Democrats can’t count on Donald Trump in 2024
We’re still waiting for the final results of the 2022 election. But it’s clear that Democrats decisively beat both expectations and the elections’s “fundamentals” — the incumbent party’s usual midterm losses, President Biden’s low approval rating, high inflation, voter negativity on the economy and the state of the country. Republicans look set to take back the House but only by a modest margin. And the Senate will remain in Democratic hands, albeit narrowly.
The Democrats’ relatively good night is attributable, above all, to their secret weapon: Donald Trump. Mr Trump’s ability to push Republican voters into picking bad, frequently incompetent candidates with extreme positions on issues from the 2020 election to abortion was a disaster for Republicans.
They know it. Scott Jennings, a former deputy to Senate Republican Leader Mitch McConnell, tweeted: “How could you look at these results tonight and conclude Trump has any chance of winning a national election in 2024?” Chris Christie, the Republican former New Jersey governor, noted: “We lost in ’18. We lost in ’20. We lost in ’21 in Georgia. And now in ’22 we’re going to net lose governorships … There’s only one person to blame for that, and that’s Donald Trump.” Mike Lawler, a newly elected Republican congressman from New York, suggested the party needed to “move forward” from Mr Trump.
This rising chorus will create some pressure for change within the GOP. Where might they turn? This election provides an obvious model, which could present a big challenge for Democrats. Call it their Ron DeSantis problem.
In Florida’s gubernatorial election, Mr DeSantis absolutely crushed his Democratic opponent, Charlie Crist, beating him by 19 points. This landslide included carrying Hispanic voters by 13 points and working-class (noncollege) voters by 27 points. Democrats nationally have been bleeding support from both these voter groups. Since 2018 the Democratic advantage has declined by 18 points among Hispanics, by 17 points among working-class voters and by 23 points among non-white working-class voters.
The geographic pattern of results in Florida underscores Mr DeSantis’s strength. He carried heavily Hispanic Miami-Dade county, historically the Democrats’ firewall, by 11 points. He carried Osceola County by almost 7 points — a county where Puerto Ricans, among the most Democratic of Hispanic subgroups, loom large.
Democrats assumed that Mr DeSantis’s flying migrants to Martha’s Vineyard would disqualify him among Hispanic voters. Evidently not. They also assumed that his sponsorship of a law prohibiting instruction in gender ideology for K-3 children would hurt him politically. Wrong again.
How does Mr DeSantis do it? By being a smart, disciplined politician who knows how to pick his fights and has a strong sense of public opinion, particularly working-class opinion. I believe his combination of traits — Mr Trump’s greatest strength, without his greatest weakness — could give the Democrats fits. He would be able to attack them on crime, immigration, race essentialism, gender ideology, inflation and energy prices without presenting the easy target provided by Mr Trump and his acolytes’ extreme ideas.
Democrats, truth be told, are now in a weird co-dependent relationship with Mr Trump. They know — and they are correct in thinking this — that the craziness associated with him is their most effective point of attack against the Republican Party and its candidates. Mr Trump, of course, loves being the centre of controversy.
But this co-dependent relationship makes the Democrats lazy. Instead of taking stock of their weaknesses and seeking to overcome them, they go back to the well on the evils of Mr Trump, his nefarious supporters and their election denialism.
Meanwhile, the weaknesses remain. In a pre-election poll conducted by Impact Research for Third Way, respondents preferred Republicans over Democrats by 18 points on the economy and inflation and by 20 points or more on crime and immigration. The poll also found slightly more voters regarded the Democratic Party as “too extreme” (55 per cent) than felt that way about the Republican Party (54 per cent).
These election results seem unlikely to provoke the kind of introspection Democrats need to correct these vulnerabilities, especially among working-class and Hispanic voters. Mr Biden, cheered on by the left, has already announced that he will do “nothing” differently. This puts them in an exceptionally poor position to address the DeSantis problem. What if 2024 arrives and they no longer have Donald Trump to kick around?
To compound the problem, Democrats are staring down the barrel of an unfavourable Senate map in 2024. Democrats will be defending 23 of the 33 seats in play. Holding those Democratic seats will mean winning in a raft of red and purple states: Arizona, Maine, Michigan, Minnesota, Montana, Nevada, Ohio, Pennsylvania, Virginia, Wisconsin and West Virginia. The Republican seats that will be up are all in solid GOP states, with the possible exceptions of Texas and Florida (and we saw what just happened there).
Imagine a DeSantis ticket, accompanied by saner, more competent Senate candidates. Are the Democrats prepared for that? I think not. But instead of addressing the problem — or even admitting it exists — they’re counting on Mr Trump to bail them out. This seems exceptionally foolish. It’s also morally reprehensible: They’re trading a better chance of winning for the possibility that Mr Trump might become president again.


■ Aim of the task: A faithful, complete transcript of the entries below, without pictures, should be returned.

■ Exercise material:
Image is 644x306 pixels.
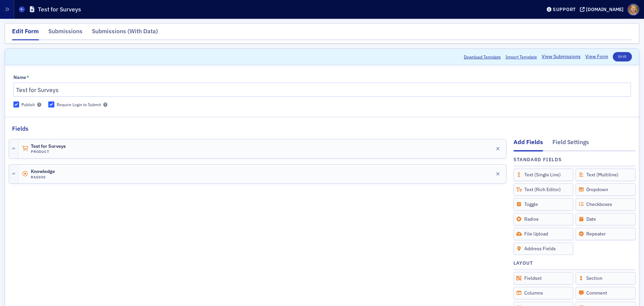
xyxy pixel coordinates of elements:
div: Publish [21,102,35,107]
div: Columns [514,287,574,300]
div: [DOMAIN_NAME] [586,6,624,12]
div: Dropdown [576,183,636,196]
div: Add Fields [514,138,543,151]
div: Text (Rich Editor) [514,183,574,196]
h4: Radios [31,175,69,179]
div: Submissions [48,27,83,39]
div: Comment [576,287,636,300]
button: [DOMAIN_NAME] [580,7,626,12]
h1: Test for Surveys [38,5,81,14]
span: Test for Surveys [31,144,69,149]
abbr: This field is required [26,75,29,80]
div: File Upload [514,228,574,240]
div: Section [576,272,636,285]
span: Knowledge [31,169,69,174]
h4: Product [31,150,69,154]
div: Repeater [576,228,636,240]
div: Radios [514,213,574,226]
div: Require Login to Submit [57,102,101,107]
span: Import Template [506,54,537,60]
div: Text (Multiline) [576,168,636,181]
div: Support [553,6,576,12]
h4: Layout [514,260,534,267]
div: Field Settings [553,138,589,150]
div: Checkboxes [576,198,636,211]
div: Date [576,213,636,226]
div: Name [13,75,26,80]
div: Submissions (With Data) [92,27,158,39]
div: Address Fields [514,242,574,255]
div: Text (Single Line) [514,168,574,181]
span: Profile [628,4,640,15]
div: Fieldset [514,272,574,285]
div: Edit Form [12,27,39,40]
h2: Fields [12,124,28,133]
input: Require Login to Submit [48,102,55,107]
a: View Form [586,53,609,60]
div: Toggle [514,198,574,211]
h4: Standard Fields [514,156,562,163]
button: Download Template [464,54,501,60]
a: View Submissions [542,53,581,60]
input: Publish [13,102,19,107]
button: Save [613,52,632,62]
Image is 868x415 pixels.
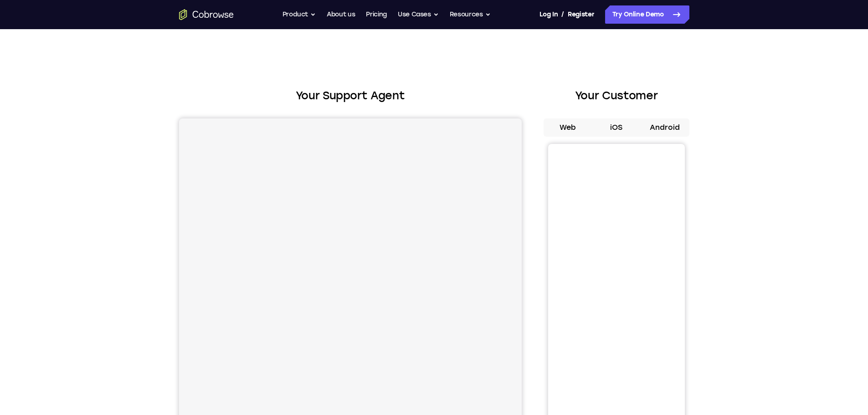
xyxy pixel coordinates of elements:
[450,6,491,24] button: Resources
[543,118,593,136] button: Web
[561,9,564,20] span: /
[568,6,594,24] a: Register
[179,9,234,20] a: Go to the home page
[398,6,439,24] button: Use Cases
[179,88,521,104] h2: Your Support Agent
[366,6,387,24] a: Pricing
[539,6,557,24] a: Log In
[592,118,641,136] button: iOS
[605,6,689,24] a: Try Online Demo
[283,6,316,24] button: Product
[543,88,689,104] h2: Your Customer
[641,118,689,136] button: Android
[327,6,355,24] a: About us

■ Task answer:
Image is 644x306 pixels.
xyxy pixel coordinates of elements:
div: Publish [21,102,35,107]
div: Columns [514,287,574,300]
div: [DOMAIN_NAME] [586,6,624,12]
div: Dropdown [576,183,636,196]
div: Add Fields [514,138,543,151]
div: Text (Rich Editor) [514,183,574,196]
h4: Radios [31,175,69,179]
div: Submissions [48,27,83,39]
div: Comment [576,287,636,300]
button: [DOMAIN_NAME] [580,7,626,12]
h1: Test for Surveys [38,5,81,14]
span: Test for Surveys [31,144,69,149]
abbr: This field is required [26,75,29,80]
div: File Upload [514,228,574,240]
div: Section [576,272,636,285]
span: Knowledge [31,169,69,174]
h4: Product [31,150,69,154]
div: Repeater [576,228,636,240]
div: Radios [514,213,574,226]
div: Require Login to Submit [57,102,101,107]
span: Import Template [506,54,537,60]
div: Text (Multiline) [576,168,636,181]
div: Support [553,6,576,12]
h4: Layout [514,260,534,267]
div: Field Settings [553,138,589,150]
div: Checkboxes [576,198,636,211]
div: Date [576,213,636,226]
div: Name [13,75,26,80]
div: Submissions (With Data) [92,27,158,39]
div: Address Fields [514,242,574,255]
div: Text (Single Line) [514,168,574,181]
span: Profile [628,4,640,15]
div: Fieldset [514,272,574,285]
div: Edit Form [12,27,39,40]
h2: Fields [12,124,28,133]
input: Require Login to Submit [48,102,55,107]
a: View Form [586,53,609,60]
div: Toggle [514,198,574,211]
h4: Standard Fields [514,156,562,163]
button: Download Template [464,54,501,60]
a: View Submissions [542,53,581,60]
input: Publish [13,102,19,107]
button: Save [613,52,632,62]
Image is 868x415 pixels.
xyxy pixel coordinates of elements:
[450,6,491,24] button: Resources
[543,118,593,136] button: Web
[561,9,564,20] span: /
[568,6,594,24] a: Register
[179,9,234,20] a: Go to the home page
[398,6,439,24] button: Use Cases
[179,88,521,104] h2: Your Support Agent
[366,6,387,24] a: Pricing
[539,6,557,24] a: Log In
[592,118,641,136] button: iOS
[605,6,689,24] a: Try Online Demo
[283,6,316,24] button: Product
[543,88,689,104] h2: Your Customer
[641,118,689,136] button: Android
[327,6,355,24] a: About us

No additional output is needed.